In China, if you are female, educated and unmarried by the age of 27, people might use a particular term — “Sheng-nu” — to describe your social status. It translates simply as “leftover women.”
The label was deliberately invented to curb the rising number of single women in a traditional society which sometimes views not marrying as a moral transgression. Some even consider it a threat to national security.
Indeed, portrayals of single women as lonely, desperate, overqualified and intimidating appear regularly in Chinese media and news outlets. Research has shown that the “sheng-nu” stigma has pressurised many women into marriage.
But others are fighting back.
Partly as a result of the expansion of mass education since the economic reform of the 1980s, women in China appear to be increasingly confident about their place in modern society.
The 7 million single women aged 25 to 34 in urban China are among the largest contributors to the country’s growth. Women now contribute some 41% to China’s GDP, the largest proportion of any country in the world.
And our research reveals that single professional Chinese women are changing how others see them not through protest or activism — but through their economic power. They are using consumerism to counteract longstanding stigma over their single status.
One 33-year-old woman told us:
During family gatherings, my aunt just loves to tease my parents about why I’m still single. In her mind, I must lead a miserable life. I need to defend my parents [so] I constantly upgrade my own self-image by buying myself more and more expensive clothes to wear.
She continued: “I want the best of everything in life. My sunglasses are from Burberry, my handbag is from Louis Vuitton, my laptop is from Apple.”
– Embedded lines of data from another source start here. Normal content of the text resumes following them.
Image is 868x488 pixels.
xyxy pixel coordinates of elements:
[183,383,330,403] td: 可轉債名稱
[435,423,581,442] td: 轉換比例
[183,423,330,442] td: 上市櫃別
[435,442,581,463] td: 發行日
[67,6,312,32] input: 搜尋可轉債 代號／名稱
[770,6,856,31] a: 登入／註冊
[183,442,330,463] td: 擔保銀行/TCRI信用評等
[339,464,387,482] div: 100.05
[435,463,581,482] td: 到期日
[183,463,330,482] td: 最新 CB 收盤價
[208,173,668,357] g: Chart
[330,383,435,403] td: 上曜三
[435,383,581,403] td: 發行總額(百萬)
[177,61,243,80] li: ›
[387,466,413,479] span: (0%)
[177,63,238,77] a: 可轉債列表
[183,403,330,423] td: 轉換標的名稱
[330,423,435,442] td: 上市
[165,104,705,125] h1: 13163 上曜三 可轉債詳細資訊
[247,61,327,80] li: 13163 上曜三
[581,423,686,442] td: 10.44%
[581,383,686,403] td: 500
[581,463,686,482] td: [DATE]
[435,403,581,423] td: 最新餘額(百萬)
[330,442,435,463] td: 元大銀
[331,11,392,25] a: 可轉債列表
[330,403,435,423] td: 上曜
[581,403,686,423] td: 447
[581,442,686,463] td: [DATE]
“I show that I’m not miserable and I lead a great life. [My relatives] can then leave my parents alone.”
And a 30-year-old explained: “The more people want to laugh at you, the more glamorous you need to look in front of them. When you look glamorous, people become more tolerant of you [and your family].”
An IT developer of 35 recalled: “When I bought my mother a golden ring, she was over the moon. My father was very poor when they got married, so she never received a ring from him. I wanted to show both of them that I can afford many, many things.”
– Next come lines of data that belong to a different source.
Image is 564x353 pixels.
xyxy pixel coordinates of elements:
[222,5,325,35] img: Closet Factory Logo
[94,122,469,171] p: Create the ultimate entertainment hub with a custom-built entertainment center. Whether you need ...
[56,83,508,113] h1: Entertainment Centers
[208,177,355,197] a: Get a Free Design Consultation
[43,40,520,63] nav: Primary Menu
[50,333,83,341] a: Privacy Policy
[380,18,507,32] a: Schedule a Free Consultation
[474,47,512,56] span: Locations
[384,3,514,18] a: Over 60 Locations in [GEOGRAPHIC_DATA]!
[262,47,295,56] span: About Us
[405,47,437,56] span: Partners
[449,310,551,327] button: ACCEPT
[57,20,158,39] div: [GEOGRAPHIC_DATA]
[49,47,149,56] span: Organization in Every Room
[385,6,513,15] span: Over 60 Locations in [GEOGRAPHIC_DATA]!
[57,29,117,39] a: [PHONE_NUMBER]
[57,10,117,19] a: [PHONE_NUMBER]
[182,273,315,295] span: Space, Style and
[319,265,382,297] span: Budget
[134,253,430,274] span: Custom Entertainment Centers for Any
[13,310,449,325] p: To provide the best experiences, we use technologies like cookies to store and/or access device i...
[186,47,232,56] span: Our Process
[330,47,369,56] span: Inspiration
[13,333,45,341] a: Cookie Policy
The marketplace is also capitalising on the rise of singlehood and its economic muscle. China’s “Singles’ Day”, invented in 2009 by the e-commerce giant Alibaba as a kind of anti-Valentine’s celebration for single people, has overtaken Black Friday to become the biggest annual shopping festival in the world.
Singles day spending
Held on November 11 every year (the date was chosen because of the four number ones in the date 11.11), 2021 has seen record levels of spending.
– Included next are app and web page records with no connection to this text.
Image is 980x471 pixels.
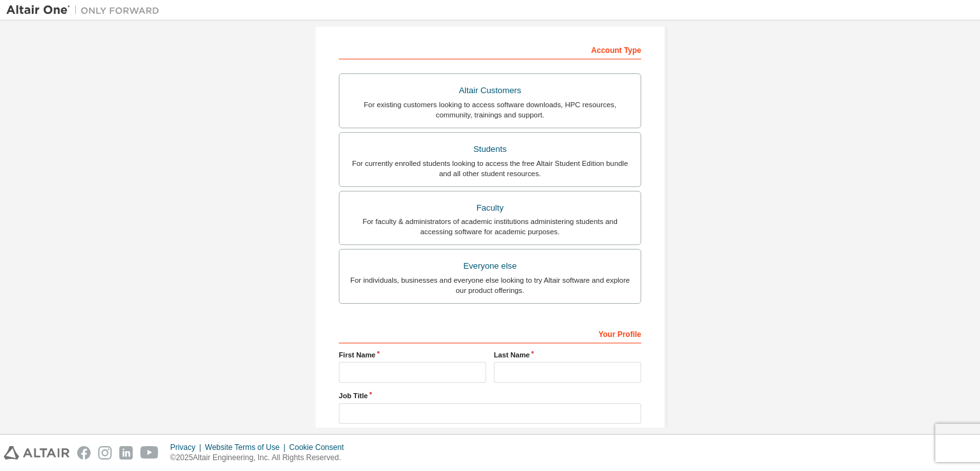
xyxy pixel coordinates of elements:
[347,275,633,295] div: For individuals, businesses and everyone else looking to try Altair software and explore our prod...
[339,39,642,59] div: Account Type
[339,323,642,344] div: Your Profile
[347,99,633,120] div: For existing customers looking to access software downloads, HPC resources, community, trainings ...
[347,140,633,159] div: Students
[347,216,633,237] div: For faculty & administrators of academic institutions administering students and accessing softwa...
[98,446,112,460] img: instagram.svg
[170,453,352,464] p: © 2025 Altair Engineering, Inc. All Rights Reserved.
[494,350,642,360] label: Last Name
[339,391,642,401] label: Job Title
[140,446,159,460] img: youtube.svg
[339,350,486,360] label: First Name
[119,446,133,460] img: linkedin.svg
[205,442,289,453] div: Website Terms of Use
[347,159,633,178] div: For currently enrolled students looking to access the free Altair Student Edition bundle and all ...
[289,442,351,453] div: Cookie Consent
[4,446,69,460] img: altair_logo.svg
[347,199,633,217] div: Faculty
[347,257,633,275] div: Everyone else
[347,82,633,99] div: Altair Customers
[77,446,91,460] img: facebook.svg
[170,442,205,453] div: Privacy
[7,4,166,17] img: Altair One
Japanese beauty company SK-II has also seen a growth in sales after it launched a series of popular videos featuring successful professional women who have chosen not to marry.
Of course, not all single women in China can afford to demonstrate this kind of spending power. But our study suggests that for those who can, a new sense of economic liberty helps to define themselves and their place in Chinese society.
The chance to spend money on themselves — and often on gifts for their parents — helps to positively redefine their single status as something to be proud of.
Through conspicuous consumption, they promote themselves as morally upright, economically independent, successful citizens. The women in our study are deploying the power of the market to counteract the “sheng-nu” stigma and its spread.
As another woman commented: “Single women really should go out more, especially when they are not bound by family life. Go out and see new scenery, experience a new life. You might realise there is another possibility to live.”
Despite its rise in contemporary China and Hong Kong, the act of protesting can lead to imprisonment and severe consequences. For stigmatised “sheng-nu” women, direct confrontation in the form of social activism could lead to serious professional or legal consequences.
Instead, consumption and economic power has become a way for these women to build legitimacy for an alternative lifestyle. Their struggle pits the modernising and global power of the contemporary market against the traditional cultural authority and media power of China’s modern party state. And in a surprising turn of events, it looks like the single women are winning.
This story was originally published on The Conversation and is republished here with permission.
This story was co-authored by Chih-Ling Liu, lecturer in marketing, Lancaster University.